An Absolute Must Read for everybody who wants to see where ITO/BPO and the Offshore movement is headed

BANGALORE, India: Outsourcing is breaking out of the back office. Until recently, the migration of service industry jobs from the West to places like India seemed to obey an unwritten law: Low-skill clerical and programming tasks would leave the developed economies, while high-end careers requiring graduate degrees and commanding six-figure salaries would stay behind.

While call centers and software houses closed in the West, often leaving their workers scrounging for employment, professionals in fields like aeronautical engineering, investment banking and drug research likely believed they had nothing to worry about.

Quietly, but steadily, that is changing. High-skilled jobs in those very fields, which once epitomized the competitiveness of Western economies, are flowing to India. The pool of jobs once thought to be impossible to outsource is gradually evaporating.

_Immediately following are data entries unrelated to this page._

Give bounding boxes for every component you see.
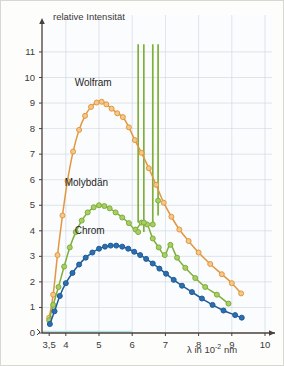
x-tick-label: 7: [154, 339, 176, 350]
y-tick-label: 0: [15, 327, 35, 338]
x-tick-label: 9: [221, 339, 243, 350]
series-label-wolfram: Wolfram: [75, 77, 112, 88]
y-tick-label: 10: [15, 72, 35, 83]
x-tick-label: 4: [55, 339, 77, 350]
x-tick-label: 5: [88, 339, 110, 350]
y-tick-label: 3: [15, 250, 35, 261]
series-label-chrom: Chrom: [75, 225, 105, 236]
chart-canvas: [1, 1, 284, 366]
series-label-molybdn: Molybdän: [65, 177, 108, 188]
x-tick-label: 10: [254, 339, 276, 350]
y-tick-label: 9: [15, 97, 35, 108]
y-axis-title: relative Intensität: [53, 11, 125, 22]
y-tick-label: 6: [15, 174, 35, 185]
y-tick-label: 8: [15, 123, 35, 134]
y-tick-label: 5: [15, 199, 35, 210]
y-tick-label: 4: [15, 225, 35, 236]
x-tick-label: 8: [188, 339, 210, 350]
y-tick-label: 11: [15, 46, 35, 57]
y-tick-label: 2: [15, 276, 35, 287]
x-tick-label: 6: [121, 339, 143, 350]
y-tick-label: 7: [15, 148, 35, 159]
y-tick-label: 1: [15, 301, 35, 312]
xray-spectrum-figure: relative Intensität λ in 10-2 nm 0123456…: [0, 0, 284, 366]
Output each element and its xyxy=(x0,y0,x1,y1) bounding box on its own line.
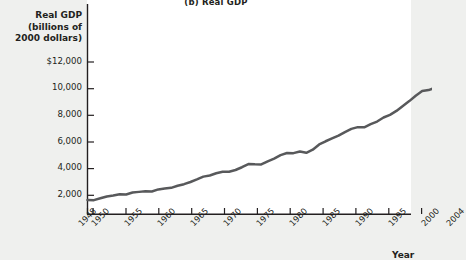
axis-lines xyxy=(87,4,411,215)
x-tick-label-2004: 2004 xyxy=(444,206,466,228)
gdp-line-series xyxy=(88,77,433,200)
x-axis-ticks xyxy=(88,208,433,214)
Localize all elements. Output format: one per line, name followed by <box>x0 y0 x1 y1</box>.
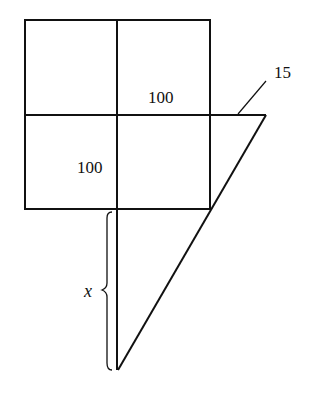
triangle-hypotenuse <box>118 115 266 370</box>
overhang-leader-line <box>238 81 266 114</box>
label-bottom-left-cell: 100 <box>77 158 103 177</box>
label-overhang: 15 <box>274 63 291 82</box>
label-top-right-cell: 100 <box>148 88 174 107</box>
label-brace-variable: x <box>83 281 92 301</box>
brace-icon <box>102 212 112 370</box>
diagram-canvas: 100 100 15 x <box>0 0 315 406</box>
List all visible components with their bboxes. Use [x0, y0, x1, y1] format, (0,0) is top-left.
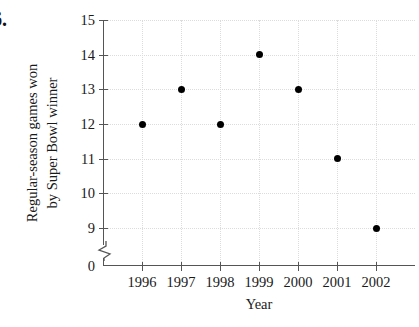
y-axis-title-line-1: Regular-season games won: [22, 64, 42, 222]
gridline-vertical: [220, 20, 221, 266]
x-axis-tick-label: 1996: [128, 274, 157, 291]
data-point: [334, 155, 341, 162]
x-axis-tick-label: 2001: [323, 274, 352, 291]
x-axis-tick: [376, 262, 377, 271]
y-axis-tick-label: 10: [81, 185, 96, 202]
data-point: [256, 51, 263, 58]
data-point: [373, 225, 380, 232]
x-axis-line: [103, 265, 415, 266]
y-axis-line: [103, 20, 104, 245]
exercise-number-label: 6.: [0, 8, 7, 31]
data-point: [139, 121, 146, 128]
x-axis-title: Year: [103, 296, 415, 313]
data-point: [217, 121, 224, 128]
x-axis-tick: [337, 262, 338, 271]
y-axis-title: Regular-season games won by Super Bowl w…: [22, 18, 84, 268]
x-axis-tick-label: 2000: [284, 274, 313, 291]
x-axis-tick-label: 1997: [167, 274, 196, 291]
y-axis-tick-label-zero: 0: [88, 258, 95, 275]
data-point: [178, 86, 185, 93]
x-axis-tick: [220, 262, 221, 271]
gridline-vertical: [298, 20, 299, 266]
x-axis-tick: [298, 262, 299, 271]
axis-break-icon: [96, 241, 114, 261]
x-axis-tick-label: 2002: [362, 274, 391, 291]
x-axis-tick: [142, 262, 143, 271]
x-axis-tick-label: 1998: [206, 274, 235, 291]
data-point: [295, 86, 302, 93]
y-axis-tick-label: 11: [81, 150, 95, 167]
y-axis-tick-label: 15: [81, 12, 96, 29]
gridline-vertical: [181, 20, 182, 266]
y-axis-title-line-2: by Super Bowl winner: [42, 78, 62, 209]
x-axis-tick: [259, 262, 260, 271]
y-axis-tick-label: 13: [81, 81, 96, 98]
y-axis-tick-label: 9: [88, 220, 95, 237]
x-axis-tick-label: 1999: [245, 274, 274, 291]
y-axis-tick-label: 14: [81, 46, 96, 63]
scatter-plot-area: 9101112131415019961997199819992000200120…: [103, 20, 415, 266]
gridline-vertical: [337, 20, 338, 266]
gridline-vertical: [142, 20, 143, 266]
x-axis-tick: [181, 262, 182, 271]
y-axis-tick-label: 12: [81, 116, 96, 133]
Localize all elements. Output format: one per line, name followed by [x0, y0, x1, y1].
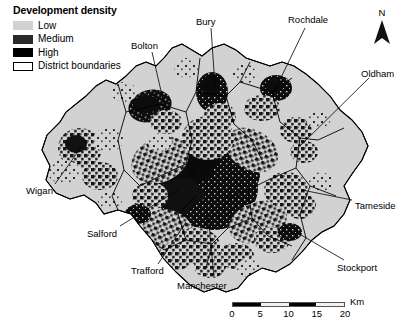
scale-bar-unit: Km [350, 296, 364, 307]
map-label-rochdale: Rochdale [288, 14, 328, 25]
north-arrow-label: N [370, 8, 394, 18]
scale-segment-10-15 [289, 303, 317, 306]
north-arrow-icon [373, 19, 391, 45]
medium-swatch [13, 35, 33, 44]
scale-segment-5-10 [261, 303, 289, 306]
legend-label-high: High [38, 47, 59, 59]
map-label-bury: Bury [196, 16, 216, 27]
legend-label-district-boundaries: District boundaries [38, 60, 121, 72]
scale-tick-5: 5 [258, 308, 263, 319]
legend-item-medium: Medium [13, 33, 153, 46]
low-swatch [13, 21, 33, 30]
scale-segment-0-5 [233, 303, 261, 306]
scale-tick-20: 20 [340, 308, 351, 319]
legend-item-low: Low [13, 19, 153, 32]
scale-segment-15-20 [316, 303, 344, 306]
map-label-salford: Salford [87, 228, 117, 239]
legend-label-medium: Medium [38, 33, 74, 45]
development-density-map-figure: Bolton Bury Rochdale Oldham Tameside Sto… [0, 0, 408, 328]
map-legend: Development density Low Medium High Dist… [13, 4, 153, 73]
map-label-tameside: Tameside [355, 200, 396, 211]
scale-bar: 0 5 10 15 20 Km [232, 302, 382, 319]
map-label-oldham: Oldham [361, 68, 394, 79]
boundary-swatch [13, 62, 33, 71]
high-swatch [13, 48, 33, 57]
scale-tick-10: 10 [283, 308, 294, 319]
legend-item-high: High [13, 46, 153, 59]
legend-label-low: Low [38, 20, 56, 32]
scale-bar-ticks: 0 5 10 15 20 [232, 307, 345, 319]
legend-title: Development density [13, 4, 153, 17]
map-label-trafford: Trafford [131, 265, 164, 276]
north-arrow: N [370, 8, 394, 49]
scale-tick-15: 15 [311, 308, 322, 319]
map-label-stockport: Stockport [337, 262, 377, 273]
scale-tick-0: 0 [229, 308, 234, 319]
map-label-wigan: Wigan [26, 185, 53, 196]
map-label-manchester: Manchester [177, 280, 227, 291]
legend-item-district-boundaries: District boundaries [13, 60, 153, 73]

Boeing and Airbus now employ hundreds of Indians on critical tasks, including the design of next-generation cockpits and systems to prevent airborne collisions. For about one-fifth the cost, investment banks like Morgan Stanley are hiring Indians to analyze U.S. stocks, a job that can pay $200,000 a year or more on Wall Street

Eli Lilly, the U.S. drug maker, recently handed over a promising molecule it discovered to an Indian company, Nicholas Piramal, which will be paid $500,000 to $1.5 million a year per scientist for at least two years of work readying the drug for commercial use.

And with multinationals employing tens of thousands of Indians, some are beginning to treat the country like a second headquarters, sending senior executives with global responsibilities to work from India.

Cisco Systems, a maker of communications equipment, has mandated that 20 percent of its top talent be in India within five years. The company recently moved one of its five highest-ranking executives, Wim Elfrink, to Bangalore as its chief globalization officer.

"There is no job that is done in Cisco that a guy in India can't do," said Samu Devarajan, a Cisco managing director in Bangalore. "If this theater becomes successful and grows the way we want it to grow, I see no reason why the CEO of Cisco couldn't sit in India."

Accenture, the global consulting giant, has its worldwide head of business-process outsourcing in Bangalore. By December, it will have more employees in India than in the United States.